Paul Whybrow
Full Member
If you accept the idea that using humour is a nice way of getting people to like you, then it's surprising that more stories aren't amusing.
Actually telling jokes, like a standup comedian, is awkward to incorporate into the narrative, though the jokes that someone tells could be used to show their character. If they liked racist or sexist or religious jokes, the reader would have an idea of their stance on what has happened in a plot. Not that a person's sense of humour is a foolproof method of character analysis, for in a group there are social pressures to conform—individuals laugh because those around them are laughing.
Also, there's black humour, as often found in the emergency services—police, firefighters and medical personnel—tasteless jokes that help them through stressful situations.

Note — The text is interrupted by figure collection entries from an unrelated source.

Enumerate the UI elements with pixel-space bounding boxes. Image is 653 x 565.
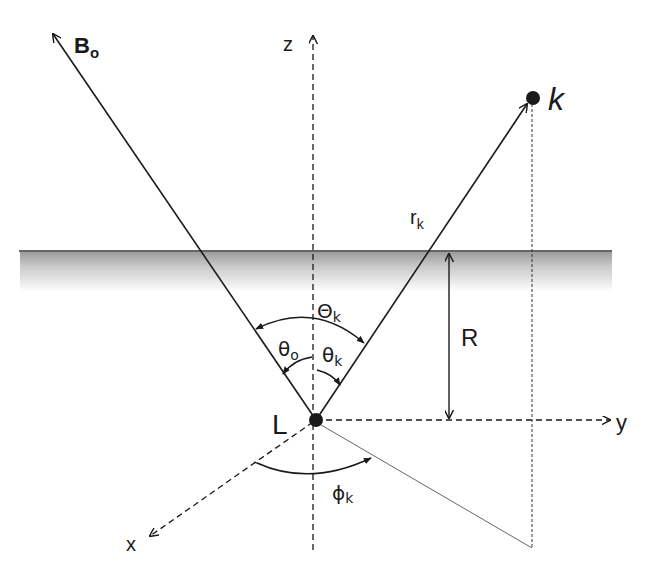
phi_k-label: ϕk [332,481,354,506]
theta_k-label: θk [322,343,343,369]
R-label: R [461,324,478,351]
b0-label: Bo [74,33,99,61]
point-k-label: k [548,81,566,117]
point-L-label: L [272,409,288,440]
rk-label: rk [410,206,425,232]
x-axis-label: x [126,533,136,555]
z-axis-label: z [283,33,293,55]
k-projection-ground [316,422,532,548]
point-k [526,91,540,105]
point-L [309,413,323,427]
Theta_k-label: Θk [317,299,342,325]
diagram-canvas: Bo z y x k L rk R Θk θo θk ϕk [0,0,653,565]
surface-shading [20,252,612,292]
theta_o-label: θo [278,337,299,363]
x-axis [150,422,313,536]
y-axis-label: y [616,410,627,435]
Theta_k-angle-arc [256,317,364,343]
phi_k-angle-arc [257,458,371,474]
b0-vector [53,34,316,420]
theta_k-angle-arc [317,370,340,385]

I've used dodgy banter in my crime novels, to stay true to how coppers, firemen and nurses react.
It's said that we laugh at what we secretly fear, and indeed folk laugh when they're scared and under threat—a nervous denial of what's happening to them.
Actually describing laughter is tricky, with a limited vocabulary of available verbs—my Roget's Thesaurus lists seventeen, including smile, simper, giggle and guffaw. Again, how a person laughs could be used as a guide to their character. I once knew a quiet and shy nurse who used to explode with laughter like a demented hyena, so much so, that people were visibly shocked by the racket, looking at her askance, which only made her howl even more.
I find situational humour to be effective, in what I read and write. The strange stories of Richard Brautigan and the picaresque novels of Donald Harington tickle my funny bone. I still smile, remembering some of the misunderstandings they engineered for their characters
What's funny to me, is when someone is behaving in a way that's perfectly normal for them, but which is bizarre and open to misinterpretation by others. In a novella I wrote, a recently divorced man falsely accused of a murder takes refuge in his home-built garden shed where he's laid out a model railway on shelving around the walls. He sleeps on a camp-bed in the middle of the floor, ensconced in a sleeping bag, captivated by the lights in the carriages of his trains as they race around him. This eccentric fellow was based on a neighbour from my childhood, whose ogre of a wife chased him out to the shed at night, to play with his choo-choos!
What makes you laugh?
Are there any humorous writers you'd recommend?
How do you use comedy in your writing?
Actually telling jokes, like a standup comedian, is awkward to incorporate into the narrative, though the jokes that someone tells could be used to show their character. If they liked racist or sexist or religious jokes, the reader would have an idea of their stance on what has happened in a plot. Not that a person's sense of humour is a foolproof method of character analysis, for in a group there are social pressures to conform—individuals laugh because those around them are laughing.
Also, there's black humour, as often found in the emergency services—police, firefighters and medical personnel—tasteless jokes that help them through stressful situations. I've used dodgy banter in my crime novels, to stay true to how coppers, firemen and nurses react.
It's said that we laugh at what we secretly fear, and indeed folk laugh when they're scared and under threat—a nervous denial of what's happening to them.
Actually describing laughter is tricky, with a limited vocabulary of available verbs—my Roget's Thesaurus lists seventeen, including smile, simper, giggle and guffaw. Again, how a person laughs could be used as a guide to their character. I once knew a quiet and shy nurse who used to explode with laughter like a demented hyena, so much so, that people were visibly shocked by the racket, looking at her askance, which only made her howl even more.
I find situational humour to be effective, in what I read and write. The strange stories of Richard Brautigan and the picaresque novels of Donald Harington tickle my funny bone. I still smile, remembering some of the misunderstandings they engineered for their characters
What's funny to me, is when someone is behaving in a way that's perfectly normal for them, but which is bizarre and open to misinterpretation by others. In a novella I wrote, a recently divorced man falsely accused of a murder takes refuge in his home-built garden shed where he's laid out a model railway on shelving around the walls. He sleeps on a camp-bed in the middle of the floor, ensconced in a sleeping bag, captivated by the lights in the carriages of his trains as they race around him. This eccentric fellow was based on a neighbour from my childhood, whose ogre of a wife chased him out to the shed at night, to play with his choo-choos!
What makes you laugh?
Are there any humorous writers you'd recommend?
How do you use comedy in your writing?